We Need Your Help on Wednesday

Dallas is writing a new gas drilling ordinance. As part of this new set of rules, we have a chance to win the nation's first "off-sets" program for air pollution from gas drilling and processing.

Off-sets would require gas operators to pay for decreasing as much greenhouse gas air pollution as they're estimated to emit every year. If a company's annual air pollution emissions total 5 tons a year, it would have to fund projects that would reduce air pollution by 5 tons a year.

Every other major industrial source of air pollution in the DFW area is already subject to off-sets because of anti-smog regulations. Even though they can emit more air pollution than many of these industrial sources, a loophole allows gas operators to escape this requirement.   
Greenhouse gases include smog-forming Nitrogen Oxide, CO2, and methane. Applying this program means Dallas would be the first local government in the country to require the gas industry off-sets. This would set a precedent and could be copied by other local governments in North Texas, just like Downwinders' Green Cement policies. And like those Green Cement policies, they could lead to significant air pollution reductions all over the region. 

Off-sets help balance the costs of drilling by better reflecting its true impact. They act as an incentive to reduce pollution at the source. Together with larger buffer zones protecting homes and schools, and bans on drilling in parks and floodplains, off-sets can be part of a much tougher Dallas ordinance.    

If off-sets are not required, new increases in gas industry emissions will continue to cancel out the kind of progress we've all worked so hard to achieve. As drilling has marched east, air monitors officially violating the old 85 parts per billion ozone standard have moved east as well. This year, we've already seen a monitor at I-35 and Mockingbird in inner city Dallas violate that standard – something it had not done since 2005.
 
We're now in the final stages of decision-making about the content of the Dallas ordinance. Beginning at 1 pm Wednesday at Dallas City Hall in Room 6ES, there's going to be a showdown of industry vs citizens.

Notorious gas industry PR spinmeister Ed Ireland will be speaking for 15 minutes about why Dallas needs to keep regulations loose. Attorney and Dallas gas drilling task force member Terry Welch will get 15 minutes to explain why the city needs to get tougher in its rules for drilling. Then the City Council will get to ask questions. No final decision for now, but the tone that's set at this "briefing session" will be critical.

Even if you don't live in Dallas, you have a stake in this decision. The pollution spewed by the gas industry in Dallas can become smog over Arlington, Ft. Worth, Denton, or Weatherford.  

To be sure the Council members understand how important this issue is to Dallas' future and your present, we need you there at City Hall on Wednesday. Nothing says "concern" better than lots of people showing up to watch what happens. Likewise, empty seats are taken to mean there isn't much interest. It's during a workday, but if you can come, or send someone in your place, the effort will be worth it.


Task instructions: Locate "Describe the element at coordinates (121, 173)" in the data below, then output the line it is on and all following lines through the last, word for word. Skip any pictures.

Extracted material:
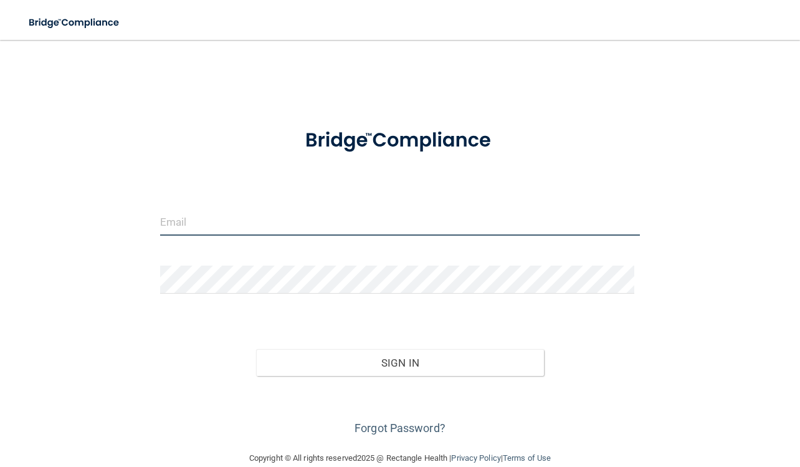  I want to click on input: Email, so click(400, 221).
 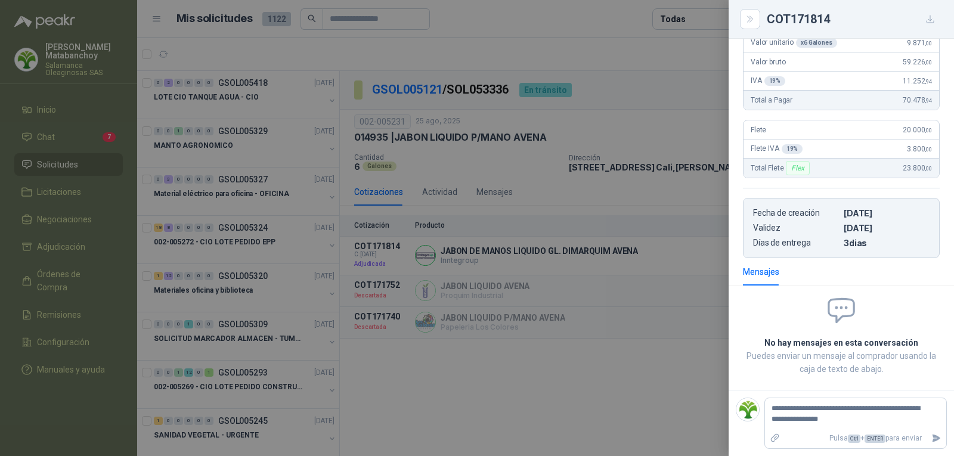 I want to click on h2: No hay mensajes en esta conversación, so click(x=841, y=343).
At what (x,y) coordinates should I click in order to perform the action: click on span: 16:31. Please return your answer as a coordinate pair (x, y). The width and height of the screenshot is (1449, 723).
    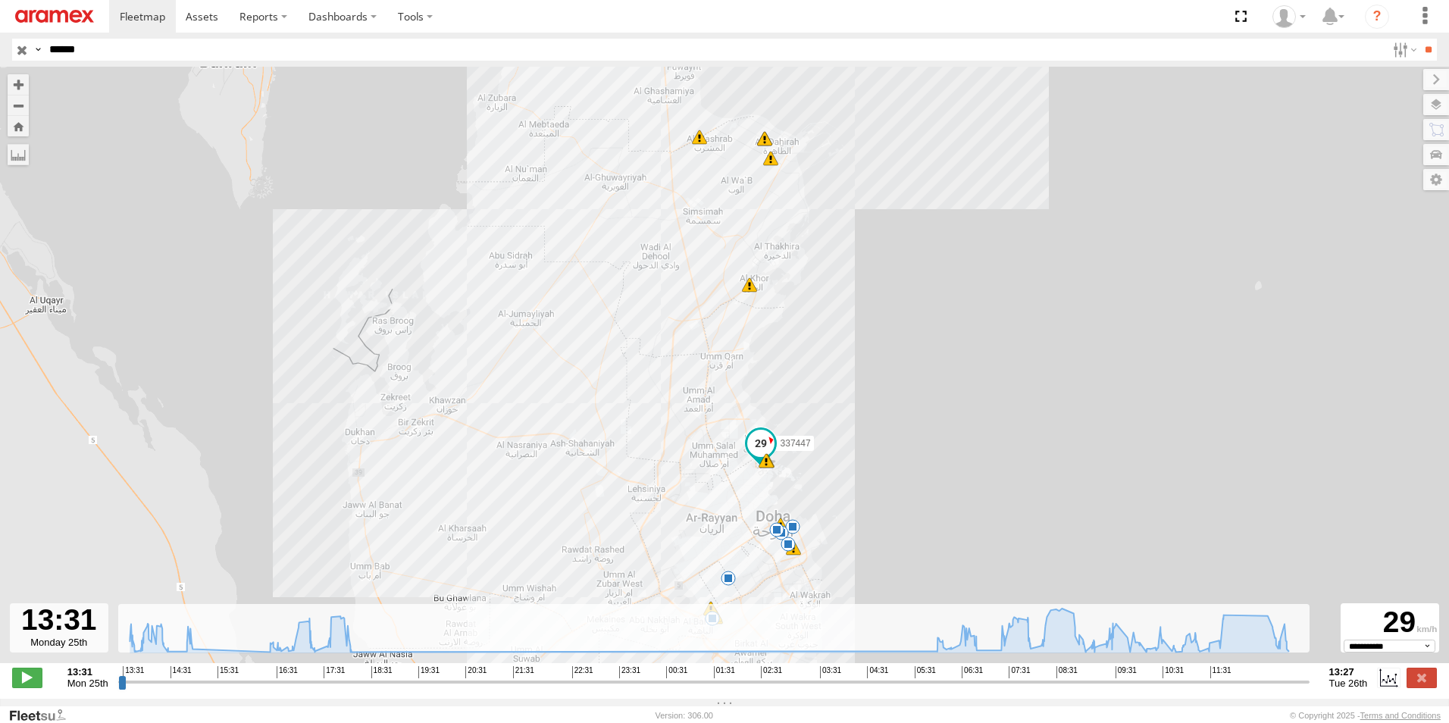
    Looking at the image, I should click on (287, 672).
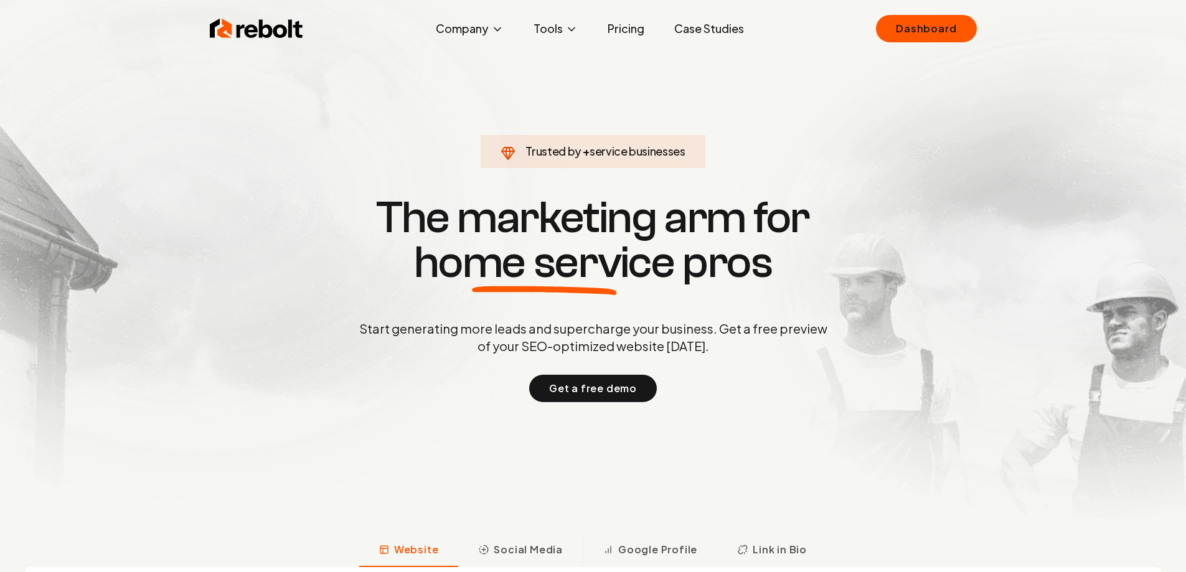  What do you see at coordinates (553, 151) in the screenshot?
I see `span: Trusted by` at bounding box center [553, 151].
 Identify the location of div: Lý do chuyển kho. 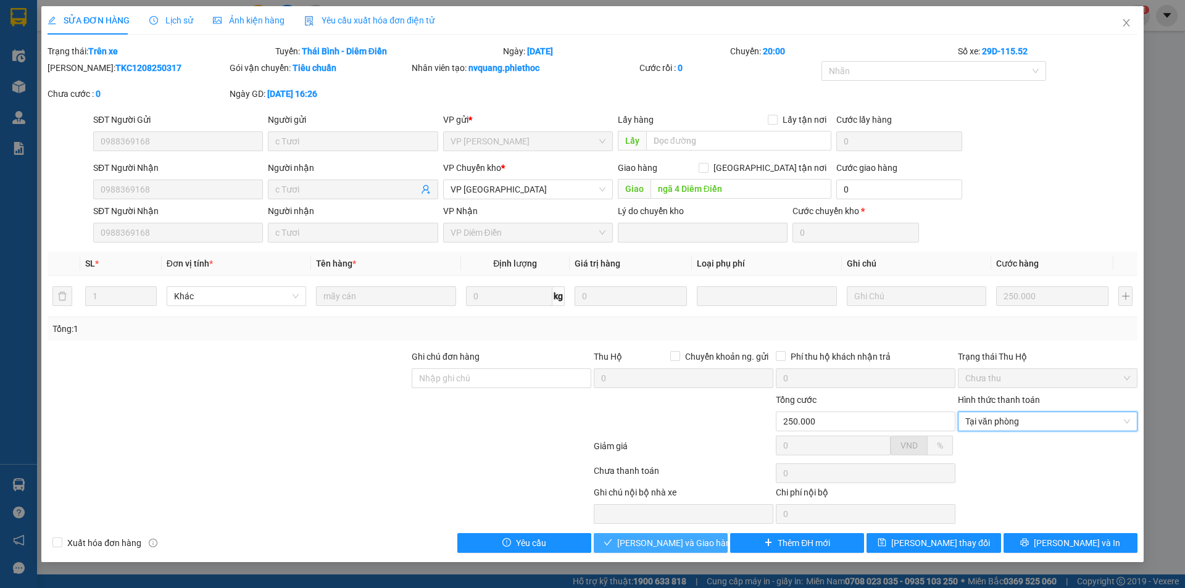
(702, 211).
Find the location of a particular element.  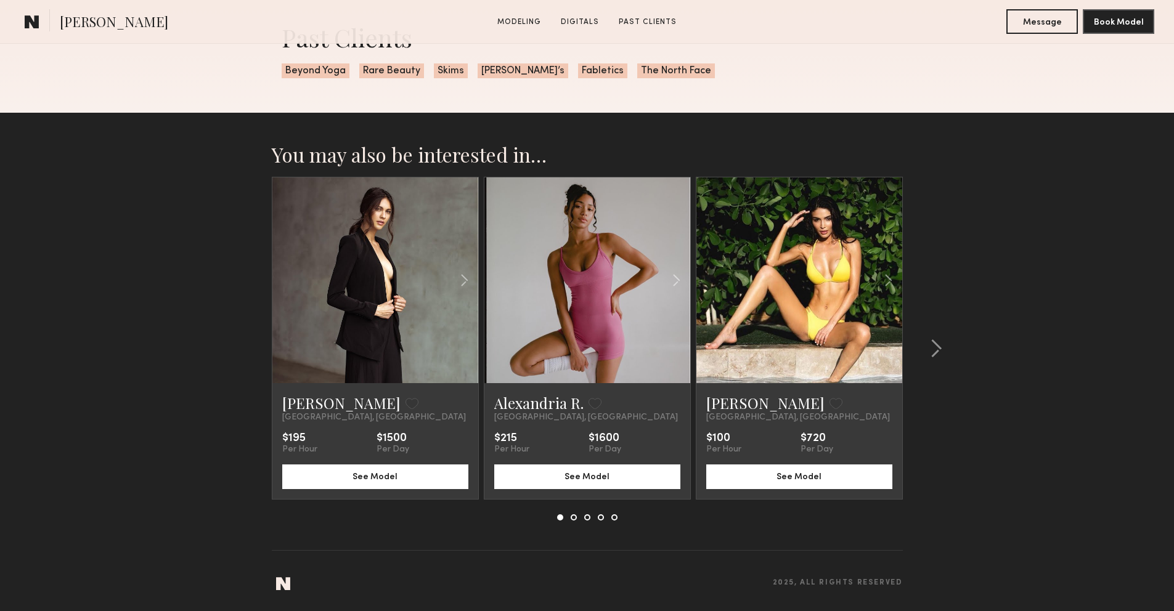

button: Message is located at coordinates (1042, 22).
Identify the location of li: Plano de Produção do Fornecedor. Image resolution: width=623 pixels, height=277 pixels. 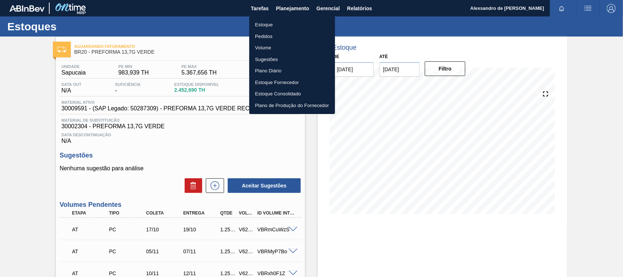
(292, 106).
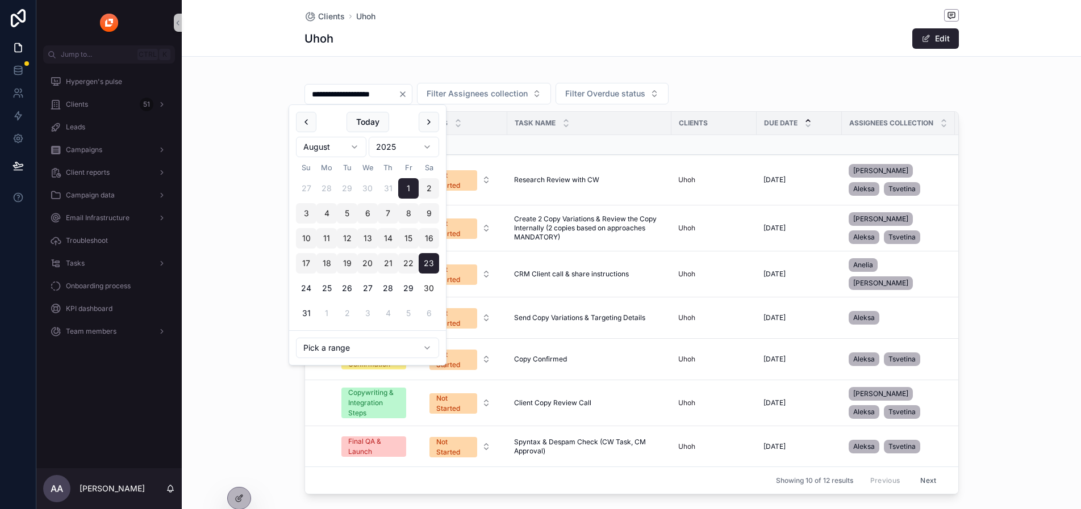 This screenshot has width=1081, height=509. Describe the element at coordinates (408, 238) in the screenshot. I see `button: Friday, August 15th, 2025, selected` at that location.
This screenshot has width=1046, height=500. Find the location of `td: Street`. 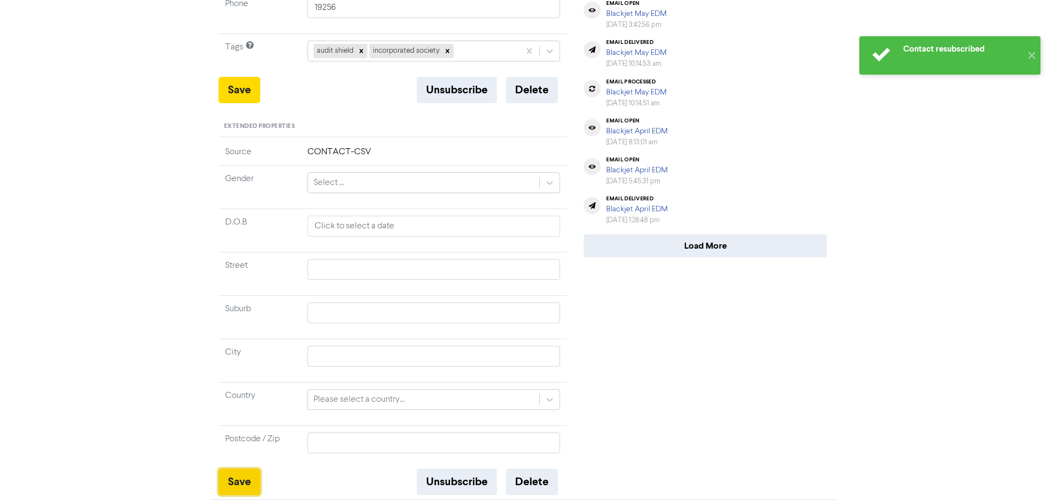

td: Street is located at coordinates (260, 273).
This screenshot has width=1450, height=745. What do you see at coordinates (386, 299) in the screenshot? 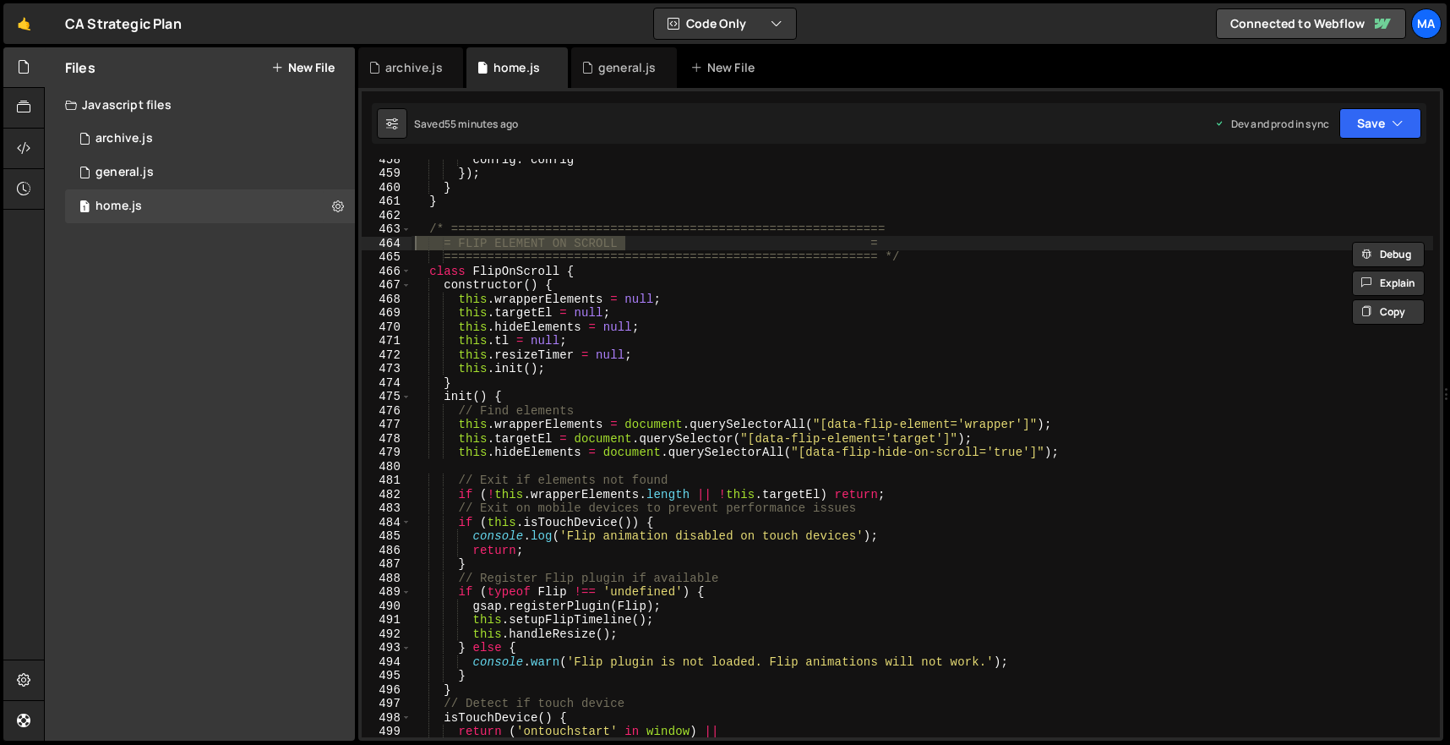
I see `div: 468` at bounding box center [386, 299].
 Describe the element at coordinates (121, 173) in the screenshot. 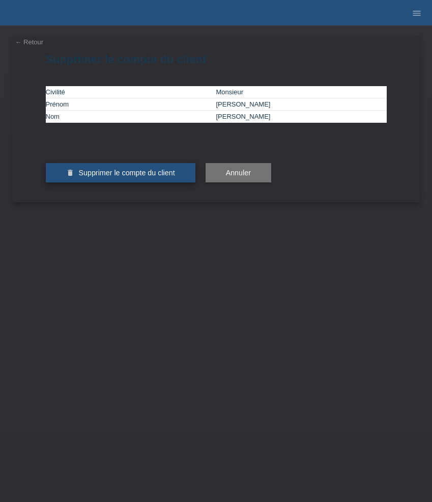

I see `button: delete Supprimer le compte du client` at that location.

Your response:
 Describe the element at coordinates (121, 173) in the screenshot. 

I see `button: delete Supprimer le compte du client` at that location.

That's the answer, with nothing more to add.